A Growing Conspiracy

Myakka City’s Lemur Conservation Foundation Celebrates Its 25th Year With Plans to Expand

The Myakka facility is one of the few that has become a "safety net" for the world's oldest primate.

By Sarafina Murphy-Gibson January 4, 2022 Published in the January-February 2022 issue of Sarasota Magazine

Lemurs live in family groups called conspiracies.

Lemurs live in family groups called conspiracies.

Sarasota seems an unlikely place to save the lemur from extinction. But the Lemur Conservation Foundation, now celebrating its 25th year, is one of the few facilities around the world that has become a “safety net” for the world’s oldest primate, whose real home is thousands of miles away in Madagascar, a Texas-sized island off Africa.
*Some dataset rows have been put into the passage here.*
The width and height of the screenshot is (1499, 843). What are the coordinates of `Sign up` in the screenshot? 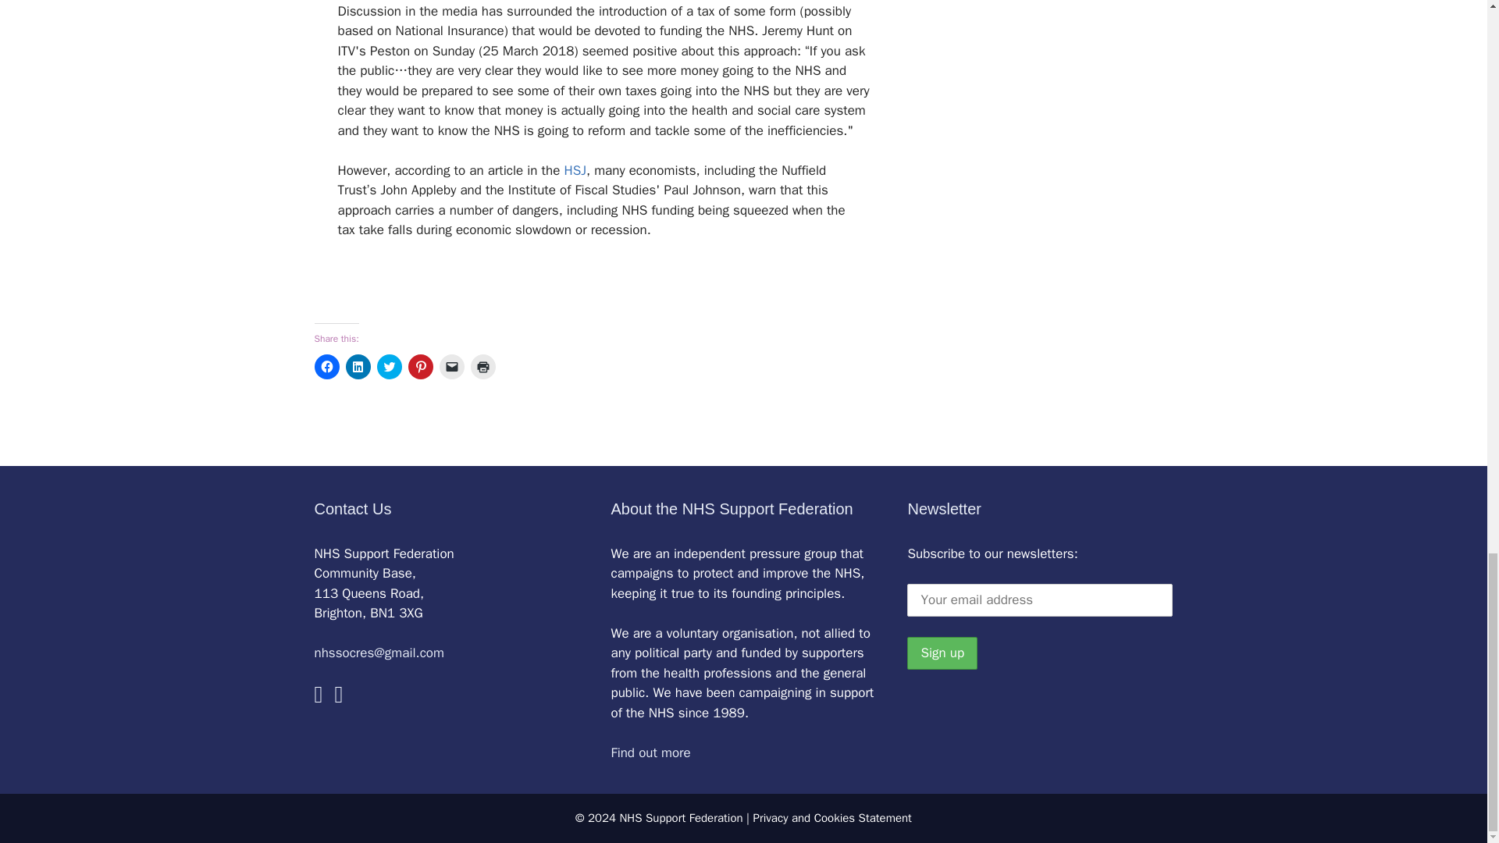 It's located at (941, 652).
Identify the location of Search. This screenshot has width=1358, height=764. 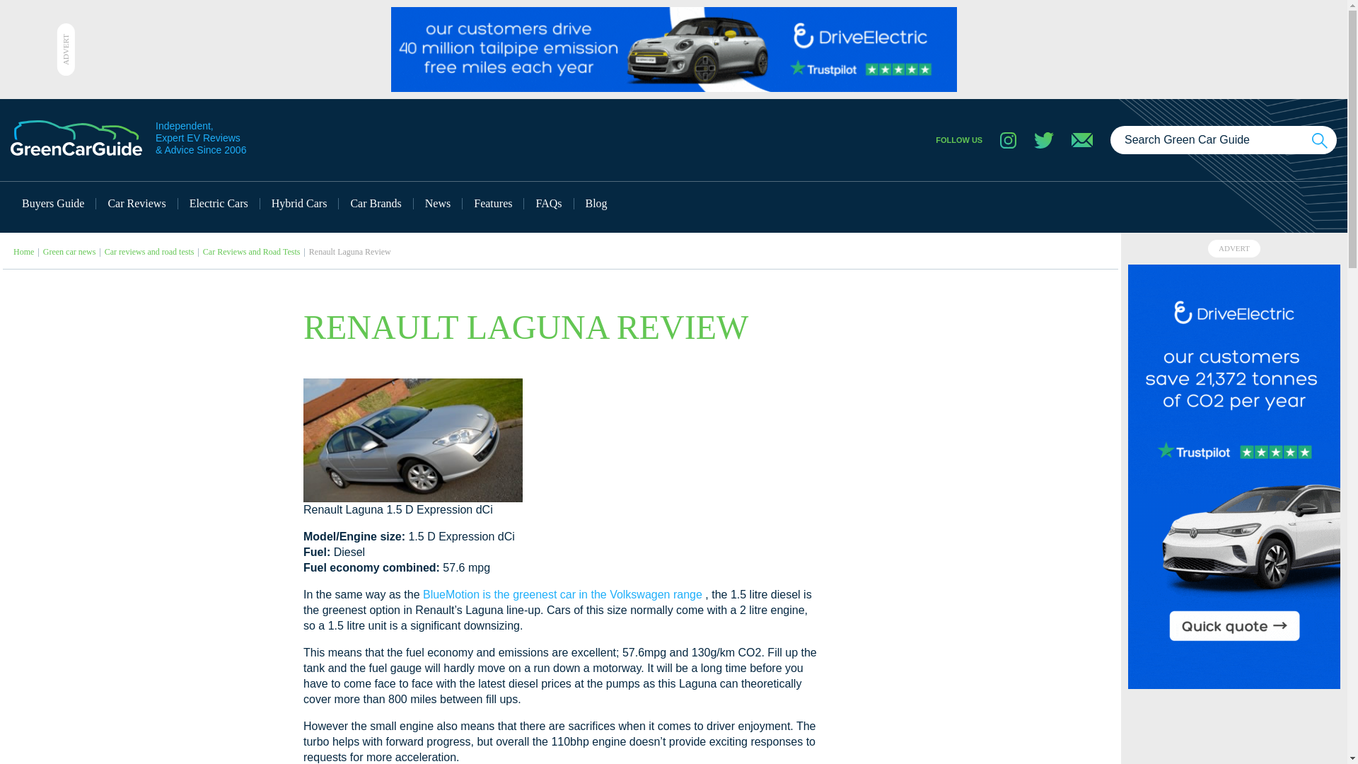
(1320, 140).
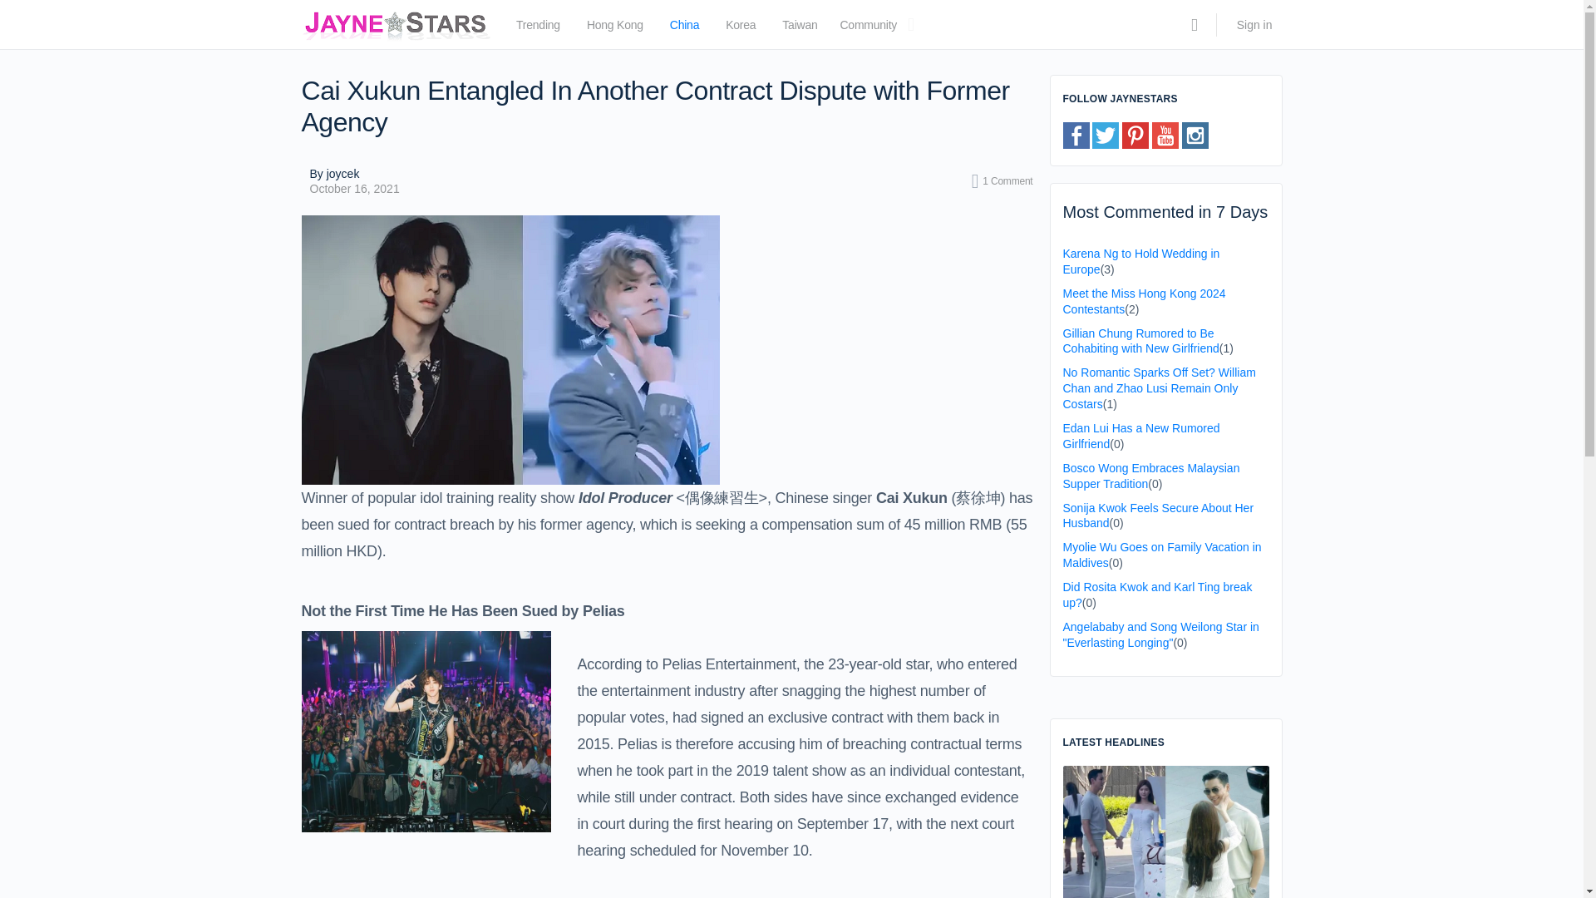  I want to click on Facebook, so click(1076, 135).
LCF was founded by Penelope Bodry-Sanders, another improbable player in the lemurs’ future. A former Dominican nun, Broadway actress and singer, and education staffer at the American Museum of Natural History, she took a trip to Madagascar in 1996 and became enchanted with lemurs after watching them romp among the trees and bask in the sun.

She also became aware of their plight. Changing climates, bushmeat hunting, geopolitics and habitat loss through farming and logging were decimating many of the more than 100 species of lemur, which had evolved in almost total isolation for tens of millions of years. When Bodry-Sanders returned to the states, she paid $35,000 for a large swath of forested land in Myakka that would suit lemurs.
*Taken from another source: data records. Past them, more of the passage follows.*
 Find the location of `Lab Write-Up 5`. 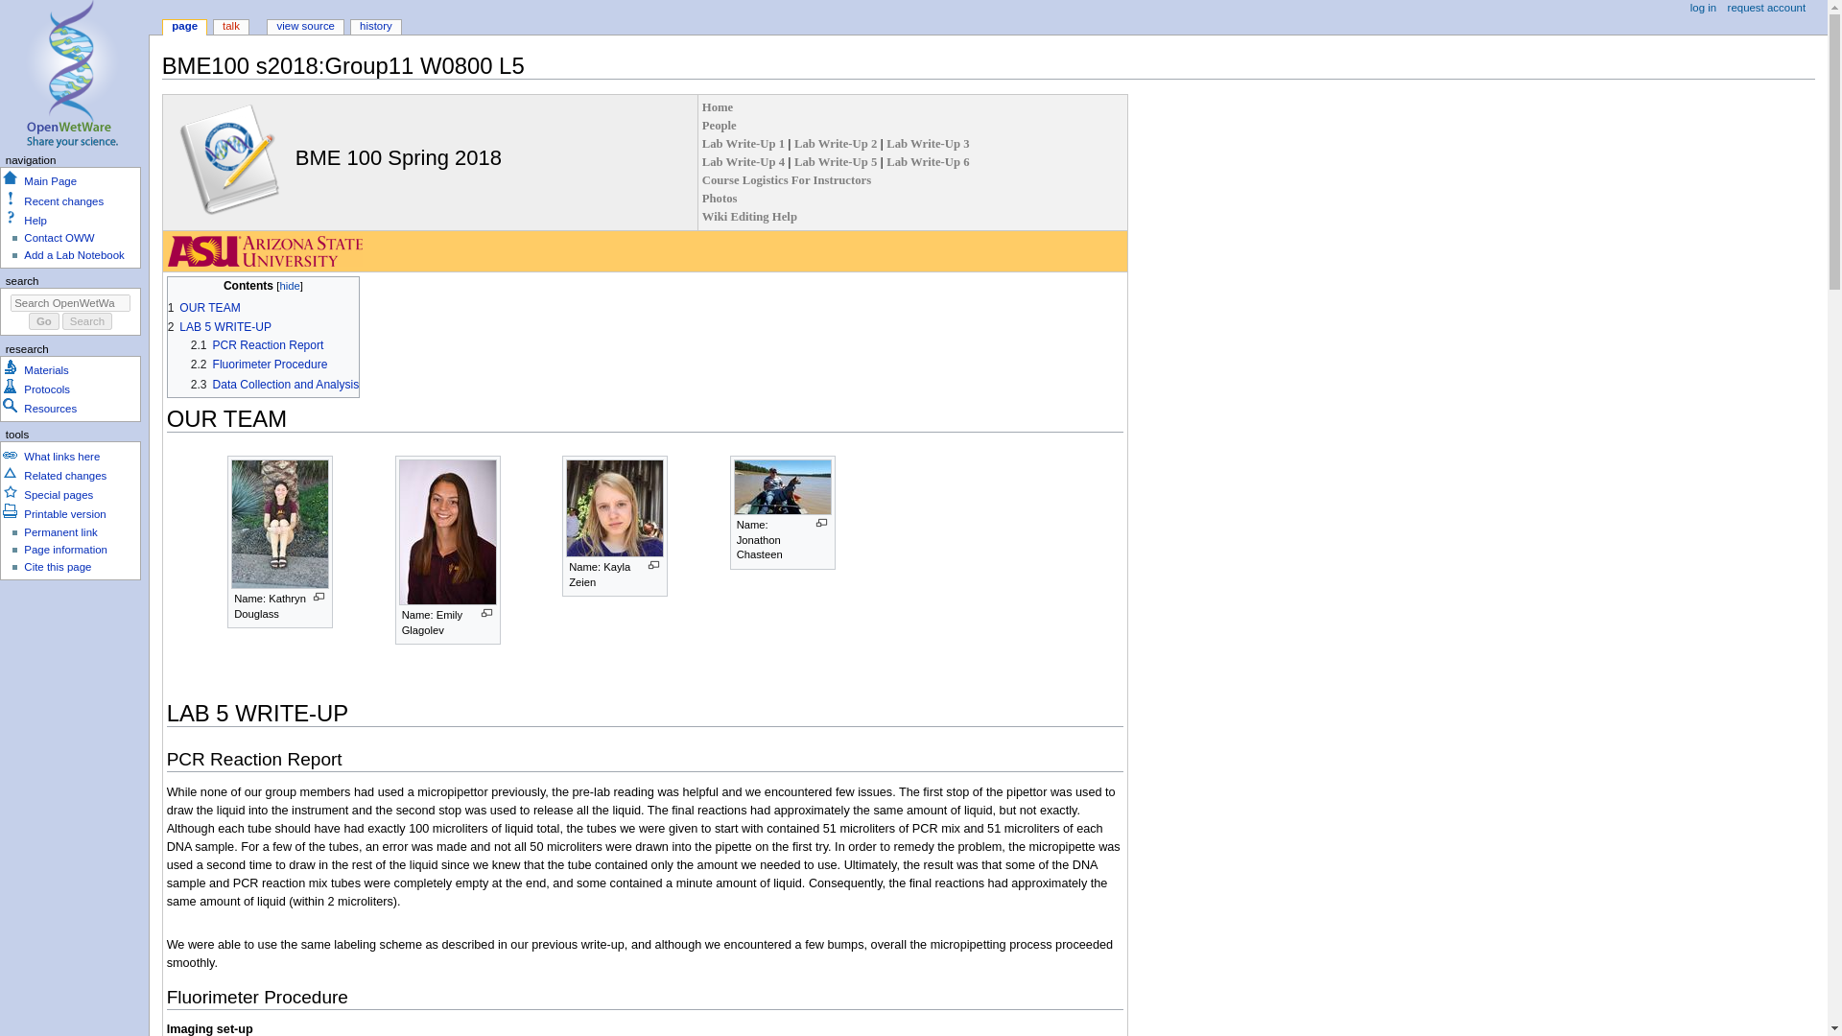

Lab Write-Up 5 is located at coordinates (836, 162).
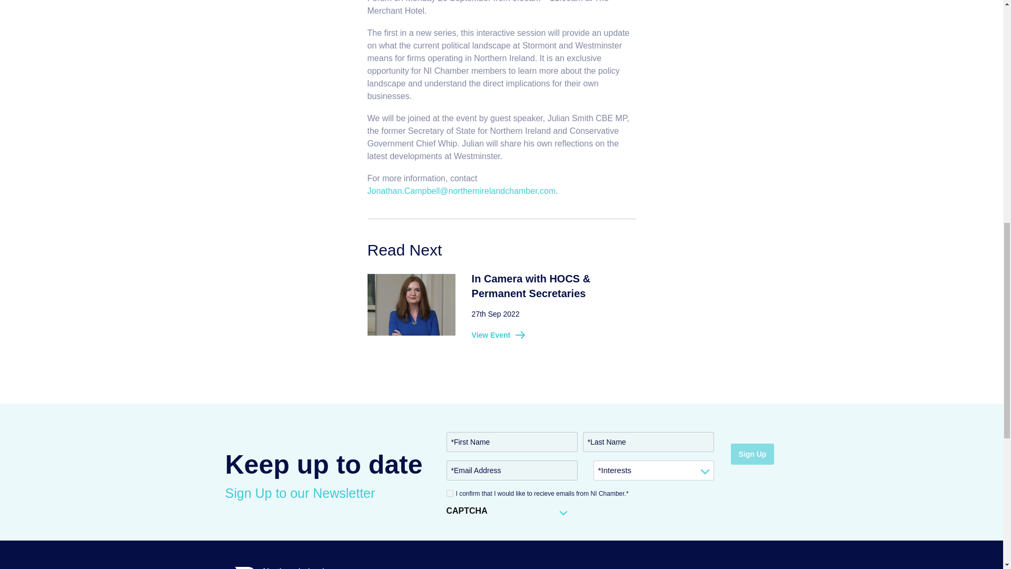 This screenshot has height=569, width=1011. Describe the element at coordinates (450, 493) in the screenshot. I see `1` at that location.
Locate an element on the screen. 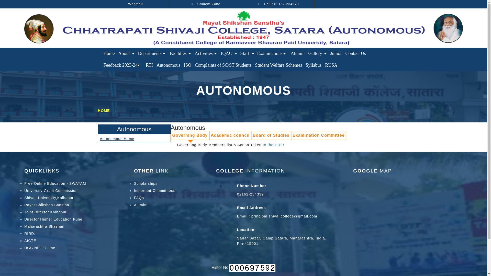  Activities is located at coordinates (206, 54).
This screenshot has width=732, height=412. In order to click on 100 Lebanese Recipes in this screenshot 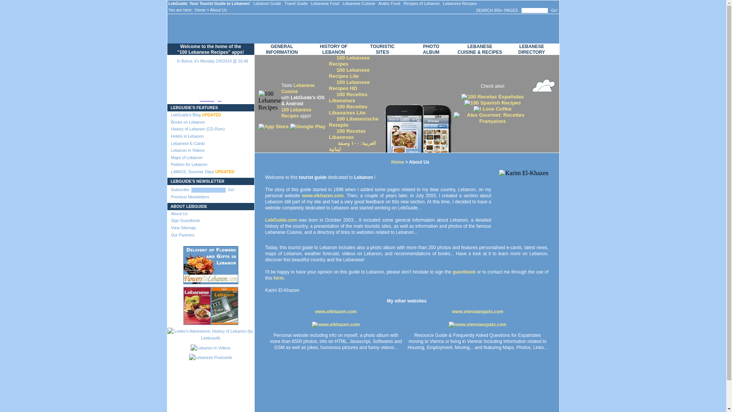, I will do `click(296, 113)`.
Now nestled on 130 acres, LCF is a nonprofit captive breeding facility and one of only 14 of the world’s animal organizations accredited by the Association of Zoos and Aquariums for best practices in animal care. Two lemur buildings feature divided rooms for individual family units called “conspiracies” (apparently because the clever little creatures band together and conspire to outwit predators). Each space has ropes and branches to climb, plastic playground equipment and box nooks for lounging. Connecting corridors allow lemurs access to spacious enclosed forested areas where they can roam nearly 24/7.
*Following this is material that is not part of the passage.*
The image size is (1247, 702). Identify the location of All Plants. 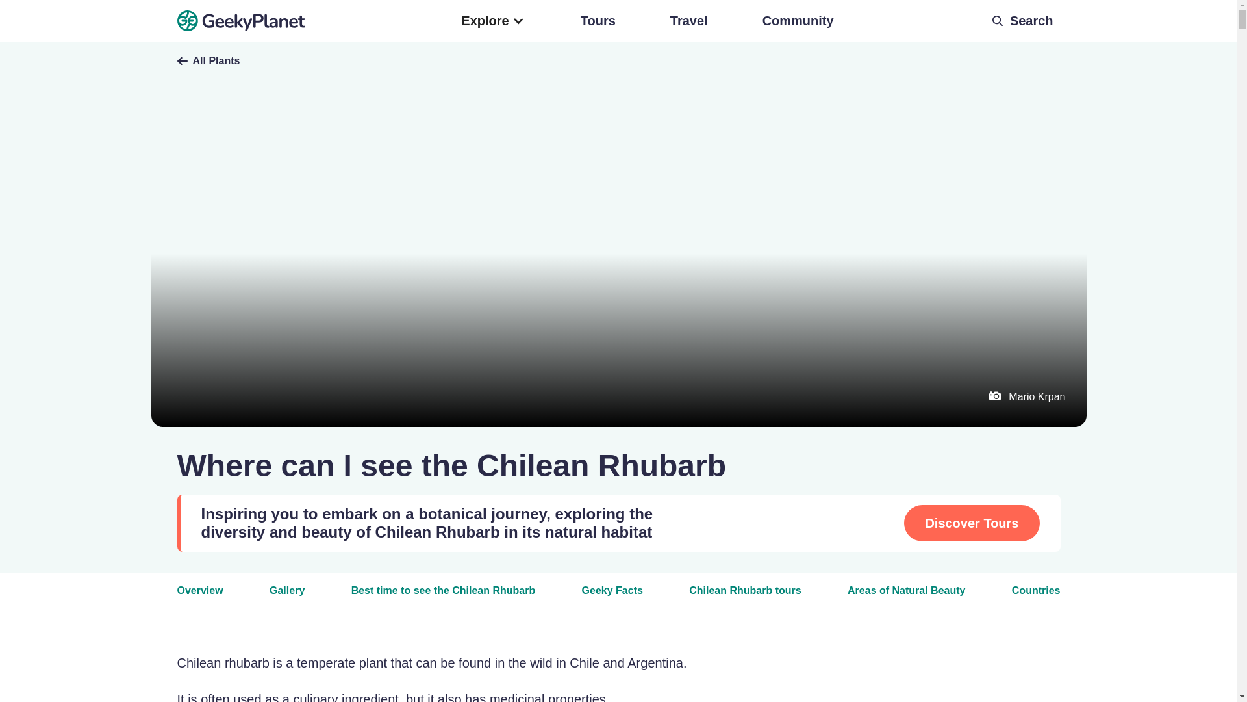
(618, 61).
LCF’s colony is an impressive 50 strong, with five different species represented. From the endangered species list are the common brown lemurs, the collared brown lemurs and the ring-tailed lemurs. The reserve also has the largest colonies in North America of the critically endangered mongoose lemurs and red ruffed lemurs.

Set near the habitats is an educational center filled with bookshelves and lemur-themed art. LCF is not open to the public, but staff, interns and visiting researchers can use guest cabins to study and lead programs. They share curiosities. Did you know lemurs have two tongues, one for eating and one for grooming, and fingernails on their tiny hands remarkably like our own?

Executive director Deborah Robbins Millman says the nonprofit is also expanding its environmental outreach programs in Madagascar. Along with field research, the staff offers educational and family health care services to the Malagasy people, plants trees to combat deforestation, provides fuel-efficient stoves to reduce wood consumption and monitors illegal activities. “It’s important to ensure not only that lemurs survive, but they have a home to return to,” explains Millman.

From left: baby lemurs Mangoky and Onilahy.

From left: baby lemurs Mangoky and Onilahy.

This year, despite Covid-19 challenges that created supply and volunteer shortages, and the chance that lemurs could contract the disease, LCF welcomed seven new additions to the family through its breeding program. These newcomers now need their own home, and LCF is in the works to build a third lemur house and expand its forested enclosures.

The team at LCF realize they cannot solve this multi-faceted problem alone. To bring a species back from the brink of extinction requires collaboration across many industries on many fronts, funding and a lot of hope. Millman says, “We are all part of one ecosystem and everything is connected. These species are unique and wonderful, and it would be a tragedy to lose such a gift.”